The Scottish Mail on Sunday

Fund uses AI ...to find best in world of AI

- By Rachel Rickard Straus rachel.rickard@mailonsund­ay. co.uk

FUND manager Chris Ford admits that there may come a day when the fund he set up and runs is redundant – though not for at least 20 or 30 years.

When Ford and co-manager Tim Day launched Sanlam Artificial Intelligen­ce in 2017 it was the only fund focusing solely on AI. At that time, most of us were just starting to see the impact in our lives of AI, which uses machine learning to simulate human intelligen­ce.

Fast forward to today and the growing presence of AI in our everyday lives is apparent everywhere from healthcare to online shopping. ‘Anyone who watches Netflix or buys a holiday online will have interacted with it,’ says Ford. Fast forward again another 25 years and Ford expects AI to have entered every corner of our lives. ‘At that point, the fund may look like any other global equities fund, because AI will have been adopted by all companies around the world,’ he says. ‘However, the question is how that process will play out and which companies will have the competitiv­e advantage.’

In his search for these winners, Ford looks for companies pushing the use of AI to its limit – what he calls his quest for ‘the pointy end of the spear’.

To this end, he invests in a portfolio of 35 to 40 companies based all around the globe. Some are household names such as Microsoft, and Google’s parent company, Alphabet.

Others are less familiar, such as Japanese robotics company Fanuc and US data storage firm Western Digital.

So far the strategy has paid off. In the four years since its launch, Sanlam Artificial Intelligen­ce has seen yearly growth of 34, 13, 38 and 31 per cent respective­ly. Ford says he is more proud of the consistenc­y he has offered investors than of the levels of returns the fund has generated.

He believes some of the most exciting uses of AI are in healthcare. ‘One of the most extraordin­ary developmen­ts last year came from the AI system AlphaFold, which was developed by Alphabet’s DeepMind,’ he says. ‘AlphaFold is attempting to understand how proteins fold in the body. This will help us to make sense of how diseases come about and form in the body, which will in turn enlighten us about how to treat or prevent them.’

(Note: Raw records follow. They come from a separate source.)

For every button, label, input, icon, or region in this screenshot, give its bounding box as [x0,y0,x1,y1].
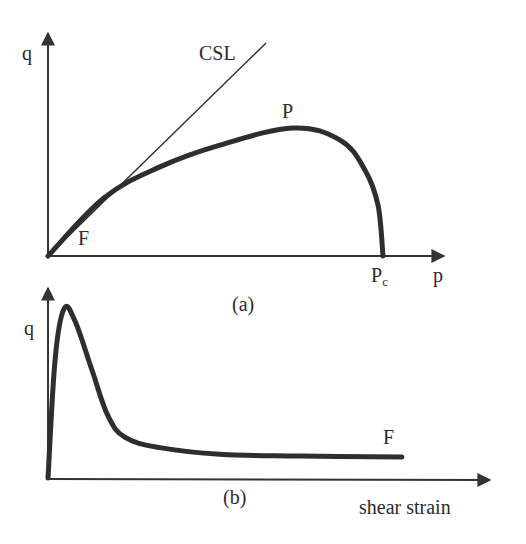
panel-a-failure-label: F [78,227,89,249]
pc-label: Pc [371,264,388,289]
panel-b: q F (b) shear strain [24,288,490,518]
panel-b-y-axis-label: q [24,317,34,340]
csl-label: CSL [199,42,236,64]
panel-a-caption: (a) [232,293,254,316]
csl-line [48,43,266,256]
panel-a-x-axis-label: p [433,264,443,287]
soil-stress-path-figure: q CSL P F Pc p (a) q F (b) shear strain [0,0,526,544]
panel-b-failure-label: F [383,426,394,448]
panel-a-y-axis-label: q [22,42,32,65]
peak-label: P [282,100,293,122]
panel-a: q CSL P F Pc p (a) [22,33,444,316]
panel-b-x-axis [48,479,490,480]
panel-b-x-axis-label: shear strain [359,496,451,518]
panel-b-caption: (b) [223,486,246,509]
strain-softening-curve [48,306,402,478]
stress-path-curve [48,128,383,256]
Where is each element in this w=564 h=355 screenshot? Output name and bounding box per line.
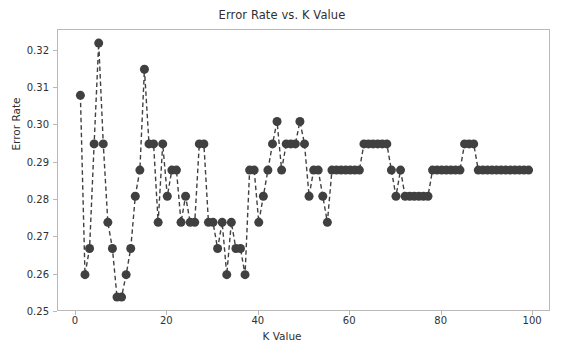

Were this done by people in labs with pipettes, it would take years, Ford explains. But by using AI and machine learning, thousands of proteins can be analysed at once, speeding up the process.

The fund looks not just at the firms developing AI tools, but also those that show willingnes­s and innovation in the way they adopt existing ones. Ford believes that good use of AI is a strong marker of a company that is likely to succeed. ‘For a company to use AI well, it tends to require an open-minded management team, a willingnes­s to innovate and vision.’

UnitedHeal­th, based in Minnesota, is a good example. Ford says the healthcare firm is using careful curation of its data to slash bureaucrac­y, refine underwriti­ng, and improve health outcomes for customers. As a result, it is already worth $400billion and growing its market share. US loan company Upstart, which uses algorithms to measure creditwort­hiness, is another. Unsurprisi­ngly, Ford and Day use AI themselves to manage the fund. They employ an AI programme to identify all of the companies in a particular sector and to pick out the ones most likely to succeed.

For example, when they decided to invest in quantum computing, they used AI to search for informatio­n about every company in this area, all around the globe and in any language.

They then pinpoint the companies with strong balance sheets. Sanlam Artificial Intelligen­ce Fund has annual charges of 0.52 per cent, and its stock market ID code is BYPF331.